Concern for Philippe.
Lately dear little Philippe has begun to display the untoward behaviors of early adolescence. He stayed up much past his bedtime recently and attended a party at Ray's, during which he applied some sort of temporary tattoo with an inexcusable obscenity to his chest. Shortly thereafter he came to me full of reproductive misinformation and vulgar "hip-hop" slang. Even more recently, I saw him peering over the fence at a neighbor's hound dog, jubilantly singing the word "Crap!" up and down the Do Re Mi scale.
Perhaps I am merely upset to see him lose his innocence. I, too, partook in decidedly unwise antics at his age.
A time comes to mind when a young Cornelius, unaware of the larger world and his place in it, came within an inch of a lifetime of criminality and regular imprisonment.
I passed many of my formative years in rural areas, as Father was a mining engineer for the coal industry. My family were wealthy émigrés from Newcastle, and brought much of the aristocratic culture of the time with them. When I was born in the 'States, I naturally became a curious blend of both lifestyles. My pageboy hair and velveteen knickers oft drew derision from the barefoot and dirt-caked progeny of those in father's employ. One need only think of the boyhood culture of Tom Sawyer to envision the sort of scamps with whom I passed my days.
One Sunday afternoon with the young roughs in Anthracite, Pennsylvania (a town named for its cherished resource) it was handed down that the group's leader, a boy named Skuggs, desired that we steal him a pie. He pointed his finger and designated two thieves: myself, and a congenitally nervous wisp of a thing named Harold. I did not highly esteem my accomplice, and I certainly did not relish the task of larceny, having been brought into the world above such low denominators.
At any rate, my family were to be in the area a while, and I did not wish to wear the mantle of the pariah, so I led Harold to a Baptist neighborhood where large Sunday dinners were sure to be in preparation. Along the way we developed a plan of action: Harold would ring the front doorbell, posing as a lost brush salesman's son. This would distract the housewife while I nicked whatever pie or pies were cooling on the kitchen windowsill.
All would have gone according to plan had Harold not broken down into a fit of tears and incomprehensible blubbering once our target's front door opened. The behemoth woman who answered his knock was so moved by his breakdown that she immediately picked him up, cradled him in her arms, pulled a tremendous breast from her blouse and forced its teat into his mouth. As I had hidden in the bushes to be sure that the woman would be detained while I commenced with my thievery, I saw all, and quickly devised an alternate conclusion to our ill-advised caper. It did not include rescuing Harold. I ran back to Skuggs and his brood.
The boys received me coolly upon observing that I had returned with no pie, and crossed their arms as they silently closed ranks around me. Skuggs approached with a long switch in his hand and demanded to know where his pie was. I held silent for a few moments, and then let the bombshell drop: Harold was having sex with a woman on her front porch, and if they ran quick they might chance to see the act before it moved inside. The gang departed with an alacrity not dissimilar to the Kentucky Derby.
Upon reflection that evening I felt deep regret at having come so close to the downward slope of vice, and did not socialize for the remainder of our time in Anthracite. Father was told of the shenanigan demanded of me—though prudently not of my aborted complicity—and immediately hired a private tutor. I remained in the house for nearly eighteen months while Father completed his assignment, but the time did serve to germinate a great relationship between the works of Swift and myself.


== Exercise instructions ==
An exact copy of the data is required, with no pictures in it.

═══ Provided records ═══

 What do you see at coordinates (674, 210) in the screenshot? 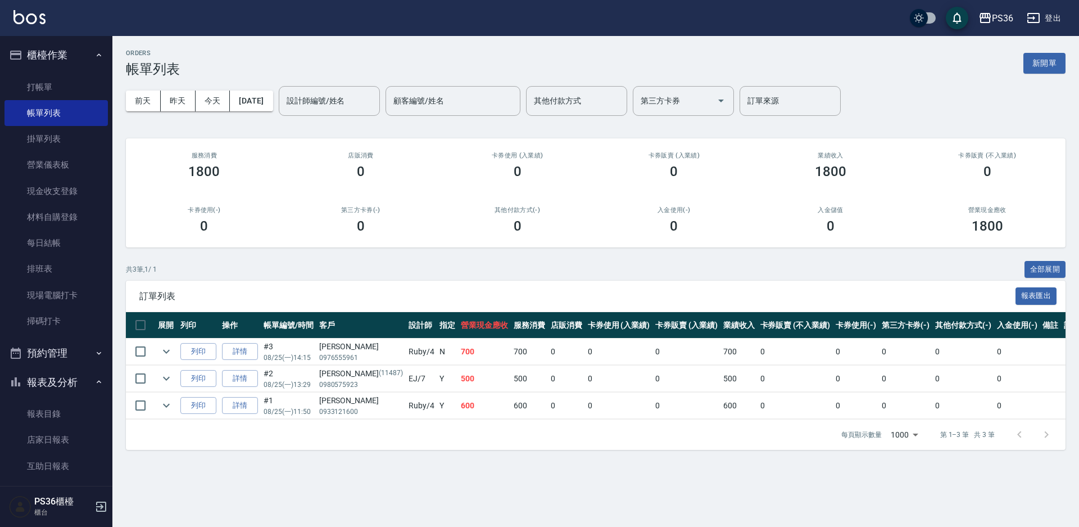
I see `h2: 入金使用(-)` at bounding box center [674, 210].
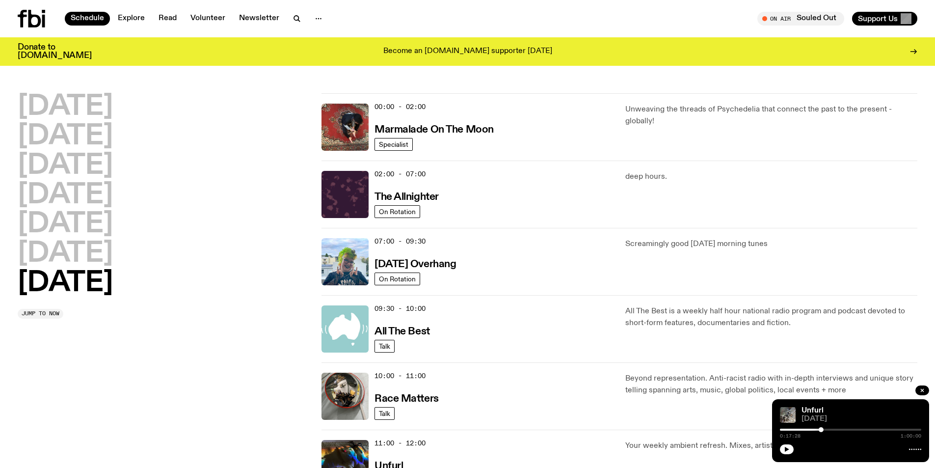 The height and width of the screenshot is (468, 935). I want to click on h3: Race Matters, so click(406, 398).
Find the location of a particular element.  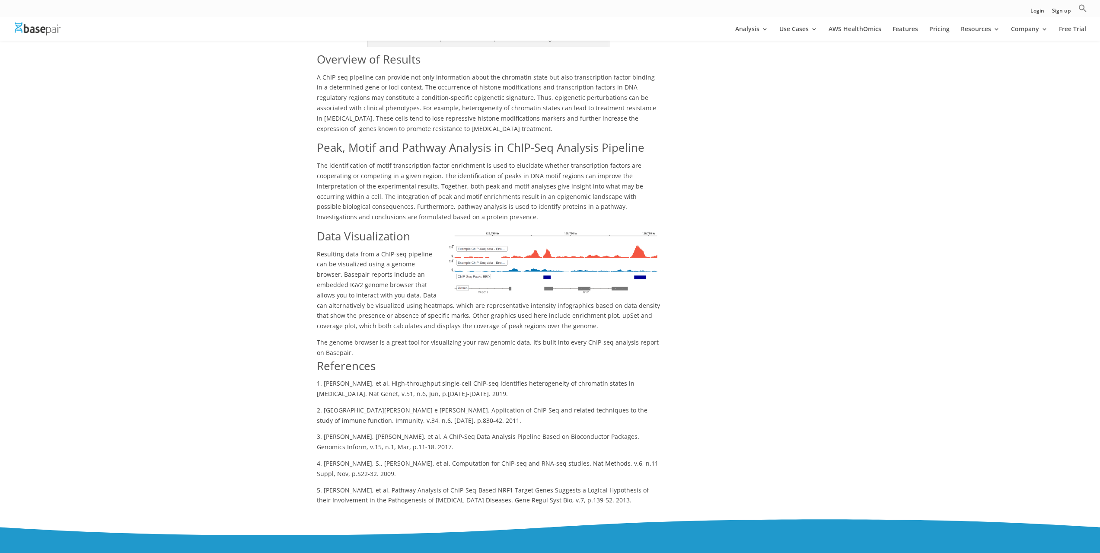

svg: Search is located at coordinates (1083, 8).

═══

== Solution ==
 What do you see at coordinates (674, 210) in the screenshot? 
I see `h2: 入金使用(-)` at bounding box center [674, 210].
 The height and width of the screenshot is (468, 935). I want to click on h3: Race Matters, so click(406, 398).
Find the location of a particular element.  

svg: Search is located at coordinates (1083, 8).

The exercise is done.